Deindustrialization, Decarbonization and Climate Investment: A Green Bullet for a Rusty Belt?

Working Paper

Abstract: Market interventions are a frequent lever for governments to ease the costs of economic transformations. Green industrial policy (GIP) is a recent example of such policy, seeking to ease the costs of the ecological transition. It is an open question, however, if governments benefit from the provision of GIP. My central claim is that rather than GIP being a tool against climate change alone, it is better considered as one against deindustrialization. This broader conceptualization provides insights into the spatial variation of GIP’s electoral consequences: GIP is more likely to win the incumbent votes in places with increased risk and exposure to deindustrialization, namely along the dimensions of globalization and decarbonization. Hence in communities doubly-pressured by both dimensions, GIP implementation is an effective tool to win back voters ``left-behind’’ and at risk of further economic precarity. I test this argument using geo-located data from the Inflation Reduction Act, leveraging variation in investment status in November 2024 for identification in a difference-in-differences framework. The absence of general electoral impact masks substantial heterogeneity: doubly-pressured communities shifted 2-3 p.p. towards the Democrats after receiving investment. I complement these national level results with a case study of Michigan. Fine grained voting data, planning documents, candidate statements, and local news coverage corroborate the differential response to GIP in these doubly-pressured areas, but not elsewhere.

Recommended citation: Pike, Ryan. (2025). Deindustrialization, Decarbonization and Climate Investment: A Green Bullet for a Rusty Belt? Working Paper.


An exact copy of the records below is needed, with every picture left out.

*** Opening Input ***

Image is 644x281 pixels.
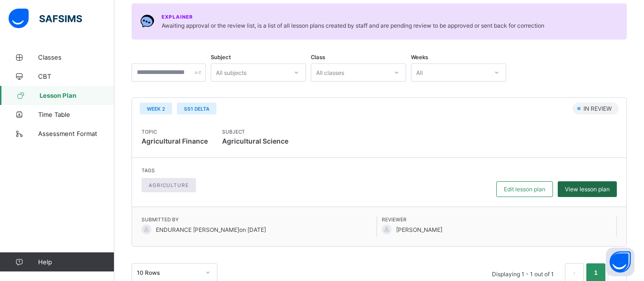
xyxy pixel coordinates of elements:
span: Class [311,54,325,61]
span: Agricultural Science [222,135,288,148]
span: IN REVIEW [582,105,614,112]
span: Submitted By [142,217,376,223]
span: Explainer [161,14,193,19]
span: Lesson Plan [40,92,114,99]
span: [PERSON_NAME] [396,226,442,233]
span: Awaiting approval or the review list, is a list of all lesson plans created by staff and are pend... [161,22,544,29]
span: Agricultural Finance [142,137,208,145]
a: 1 [591,266,600,279]
div: All subjects [216,63,247,81]
button: Open asap [606,248,634,276]
span: SS1 DELTA [184,106,209,111]
span: Week 2 [147,106,165,111]
span: Subject [211,54,230,61]
span: ENDURANCE [PERSON_NAME] on [DATE] [156,226,266,233]
img: safsims [9,9,82,28]
span: View lesson plan [565,186,609,192]
span: Topic [142,129,208,135]
span: Agriculture [148,182,189,188]
span: Assessment Format [38,130,114,137]
span: Time Table [38,110,114,119]
span: Subject [222,129,288,135]
span: Classes [38,54,114,61]
span: Tags [142,167,200,173]
span: CBT [38,72,114,80]
img: Chat.054c5d80b312491b9f15f6fadeacdca6.svg [140,14,154,28]
span: Weeks [410,54,428,61]
span: Edit lesson plan [504,186,545,192]
div: All [416,63,423,81]
div: All classes [316,63,344,81]
span: Reviewer [382,217,616,223]
div: 10 Rows [137,269,200,276]
span: Help [38,258,114,266]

*** Closing Input ***

Reply:
Image is 644x281 pixels.
xyxy pixel coordinates of elements:
span: Class [311,54,325,61]
span: Agricultural Science [222,135,288,148]
span: IN REVIEW [582,105,614,112]
span: Submitted By [142,217,376,223]
span: Explainer [161,14,193,19]
span: Lesson Plan [40,92,114,99]
span: [PERSON_NAME] [396,226,442,233]
span: Awaiting approval or the review list, is a list of all lesson plans created by staff and are pend... [161,22,544,29]
span: Agricultural Finance [142,137,208,145]
a: 1 [591,266,600,279]
div: All subjects [216,63,247,81]
button: Open asap [606,248,634,276]
span: SS1 DELTA [184,106,209,111]
span: Week 2 [147,106,165,111]
span: Subject [211,54,230,61]
span: ENDURANCE [PERSON_NAME] on [DATE] [156,226,266,233]
img: safsims [9,9,82,28]
span: View lesson plan [565,186,609,192]
span: Topic [142,129,208,135]
span: Agriculture [148,182,189,188]
span: Assessment Format [38,130,114,137]
span: Time Table [38,110,114,119]
span: Subject [222,129,288,135]
span: Classes [38,54,114,61]
span: Tags [142,167,200,173]
span: CBT [38,72,114,80]
img: Chat.054c5d80b312491b9f15f6fadeacdca6.svg [140,14,154,28]
span: Weeks [410,54,428,61]
span: Edit lesson plan [504,186,545,192]
div: All [416,63,423,81]
div: All classes [316,63,344,81]
span: Reviewer [382,217,616,223]
div: 10 Rows [137,269,200,276]
span: Help [38,258,114,266]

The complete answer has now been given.